Bill limits regulation of child care homes
The Arkansas House Public Health, Welfare and Labor Committee on Thursday endorsed a bill that would require local governments to treat a child care family home as residential property use in the application of local regulations.
Rep. Mary Bentley, R-Perryville, said House Bill 1155 would not force people who have residential daycare operations for young children “to do things that a commercial business would have to do as far as increasing sprinklers and all those things.”
“Fire marshals have come in and added unnecessary regulations to these folks, making it impossible for them to operate,” Bentley said. “We are just saying that a residential home is a residential home and you can’t add extra regulations for them to operate as a child daycare.”
The bill would define a child care family home as a childcare setting in which the caregiver provides child care in a family residence or a residence with a homelike environment. The Division of Childcare and Early Childhood Education shall require any child care facility seeking licensure to comply with applicable zoning and land use development regulations of the city and county where the facility is located.

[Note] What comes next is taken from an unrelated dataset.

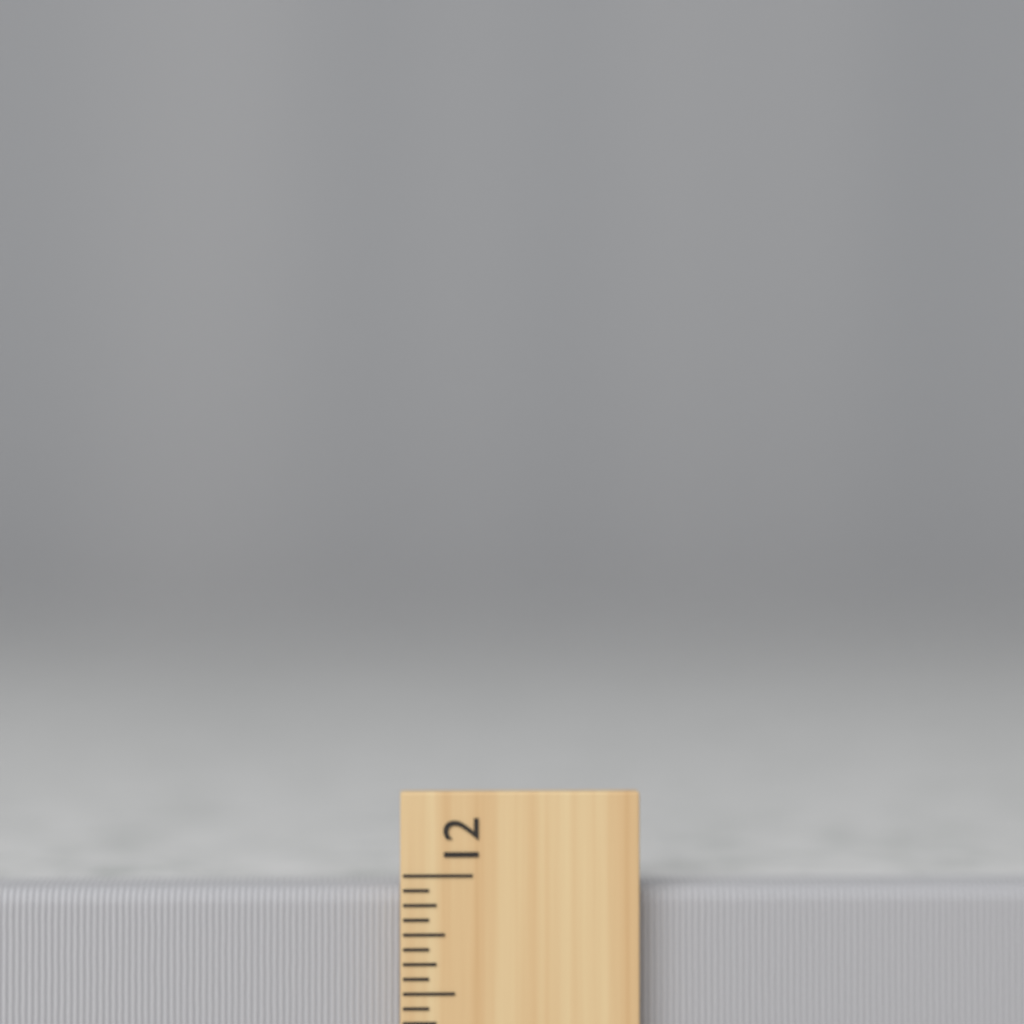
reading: 11.9375 inch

Under the bill, local governments are barred from imposing on a child care family home any additional regulations that do not also apply to other residential properties, or stricter requirements than those in the Arkansas Fire Prevention Code. The bill does not restrict a local governing authority from, on a case-by-case basis, managing the flow of traffic and parking related to adjacent child care family homes. The Division of Childcare and Early Childhood Education may promulgate rules related to adequate fire protection and prevention in a child care family home under the bill.